# Phase 2 – Your Team

(4 months prior to the election)

Of course, you can not do this all on your own. To succeed you need experts, advisors and supporters.

  • Start with a list of people you need. This might include:
    • Political Scientists for advice and possibly in charge of the theses
    • Marketing Specialists, managing your marketing channels (e.g. social media, email, etc.)
    • Web Developers with technical skills to get the election compass online
    • Media Designers
    • enthusiastic citizens / people with good connections to the administration, newspapers and other institutions
    • people with great language skills (for wording and spelling)
  • Think of people that might fit into these positions and contact them.
  • Organize a kick-off meeting of your entire team to present your project, the plan, the structure and timeline.
  • Establish your organization tools and communication channels.
  • Get everyone to work, gather todos and assign them, set deadlines.

# Tips

# I don't know people suitable for these positions

First, if you're not part of an organization, find one that is interested in your idea. This might be a youth organization (maybe not a sport club, though) in your city or any other organisation serving the public good. Again – you should never run an election compass all on your own.

If you're part of an organization, they might know a lot of people or can use their communication channels to find them.

As part of an organization, you can also reach out to the public using newspapers. This will reach a very diverse and great number of people. Chances are high, you'll get a lot of interested contacts this way.

# We have too many people for a position / our team is becoming too big

It's important, to keep the team well organized. The more people are part of it, the less responsible everyone will feel. Therefore, the team should not become too big. 5 to 10 people tend to be the most effective. 15 can still work okay. Above that it quickly becomes difficult. You don't have to "kick people out" though. Just talk to everyone openly about this problem and try to find a solution together. There are many ways of dealing with this. Some people might simply resign. Or you can find a more complex form of organization, where you build departments with one manager each and a core team. Whatever you do, there should be a single person as a head of the entire team. Not as a boss, but as a special role that is responsible for keeping track of the timeline, the goals, todos, team meetings and the general overview. A person who's sole task it is to generally keeping the ball rolling.

# How do we make decisions as a team?

If you have never worked together as a team before, it's recommended to address this topic in the beginning. Of course, you can choose between many forms of organization. It's recommended, to let every expert / department make decisions of it's own. They report to the entire team and if some individual decisions turn out to be controverse, you can talk about it together. If you cannot reach a consens, you can vote or try to get a second opinion.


TASK PROMPT |
Every entry here needs to be repeated exactly.

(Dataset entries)
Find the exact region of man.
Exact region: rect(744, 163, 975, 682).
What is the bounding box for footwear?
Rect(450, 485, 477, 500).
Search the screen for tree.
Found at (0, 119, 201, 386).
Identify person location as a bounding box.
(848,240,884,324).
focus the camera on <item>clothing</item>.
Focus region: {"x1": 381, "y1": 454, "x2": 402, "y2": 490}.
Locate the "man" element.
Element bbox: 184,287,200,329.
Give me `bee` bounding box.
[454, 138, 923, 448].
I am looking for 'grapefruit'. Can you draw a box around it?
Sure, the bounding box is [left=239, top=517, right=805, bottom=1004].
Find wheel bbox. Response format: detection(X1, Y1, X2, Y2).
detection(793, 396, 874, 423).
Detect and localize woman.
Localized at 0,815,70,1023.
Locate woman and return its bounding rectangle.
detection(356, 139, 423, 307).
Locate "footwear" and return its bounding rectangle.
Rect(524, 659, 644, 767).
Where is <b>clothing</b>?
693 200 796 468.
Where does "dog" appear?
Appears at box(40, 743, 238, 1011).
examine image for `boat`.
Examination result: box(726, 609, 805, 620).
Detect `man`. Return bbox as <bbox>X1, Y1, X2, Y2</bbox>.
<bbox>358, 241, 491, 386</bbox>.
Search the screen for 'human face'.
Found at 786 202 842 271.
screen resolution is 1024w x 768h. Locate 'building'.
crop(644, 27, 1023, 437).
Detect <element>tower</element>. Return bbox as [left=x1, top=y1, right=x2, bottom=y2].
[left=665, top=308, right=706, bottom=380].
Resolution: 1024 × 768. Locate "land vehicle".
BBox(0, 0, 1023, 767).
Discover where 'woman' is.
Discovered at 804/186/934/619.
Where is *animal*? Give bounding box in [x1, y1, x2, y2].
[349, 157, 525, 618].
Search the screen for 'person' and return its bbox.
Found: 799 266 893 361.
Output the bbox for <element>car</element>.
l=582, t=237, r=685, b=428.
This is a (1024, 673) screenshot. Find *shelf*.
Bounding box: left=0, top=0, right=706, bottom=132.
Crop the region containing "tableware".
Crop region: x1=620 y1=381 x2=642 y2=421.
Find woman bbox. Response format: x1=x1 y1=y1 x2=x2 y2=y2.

WRITTEN RESPONSE |
Find the exact region of man.
Exact region: rect(744, 163, 975, 682).
What is the bounding box for footwear?
Rect(450, 485, 477, 500).
Search the screen for tree.
Found at (0, 119, 201, 386).
Identify person location as a bounding box.
(848,240,884,324).
focus the camera on <item>clothing</item>.
Focus region: {"x1": 381, "y1": 454, "x2": 402, "y2": 490}.
Locate the "man" element.
Element bbox: 184,287,200,329.
Give me `bee` bounding box.
[454, 138, 923, 448].
I am looking for 'grapefruit'. Can you draw a box around it?
Sure, the bounding box is [left=239, top=517, right=805, bottom=1004].
Find wheel bbox. Response format: detection(X1, Y1, X2, Y2).
detection(793, 396, 874, 423).
Detect and localize woman.
Localized at 0,815,70,1023.
Locate woman and return its bounding rectangle.
detection(356, 139, 423, 307).
Locate "footwear" and return its bounding rectangle.
Rect(524, 659, 644, 767).
Where is <b>clothing</b>?
693 200 796 468.
Where does "dog" appear?
Appears at box(40, 743, 238, 1011).
examine image for `boat`.
Examination result: box(726, 609, 805, 620).
Detect `man`. Return bbox as <bbox>X1, Y1, X2, Y2</bbox>.
<bbox>358, 241, 491, 386</bbox>.
Search the screen for 'human face'.
Found at 786 202 842 271.
screen resolution is 1024w x 768h. Locate 'building'.
crop(644, 27, 1023, 437).
Detect <element>tower</element>. Return bbox as [left=x1, top=y1, right=x2, bottom=y2].
[left=665, top=308, right=706, bottom=380].
Resolution: 1024 × 768. Locate "land vehicle".
BBox(0, 0, 1023, 767).
Discover where 'woman' is.
Discovered at 804/186/934/619.
Where is *animal*? Give bounding box in [x1, y1, x2, y2].
[349, 157, 525, 618].
Search the screen for 'person' and return its bbox.
Found: 799 266 893 361.
Output the bbox for <element>car</element>.
l=582, t=237, r=685, b=428.
This is a (1024, 673) screenshot. Find *shelf*.
Bounding box: left=0, top=0, right=706, bottom=132.
Crop the region containing "tableware".
Crop region: x1=620 y1=381 x2=642 y2=421.
Find woman bbox. Response format: x1=x1 y1=y1 x2=x2 y2=y2.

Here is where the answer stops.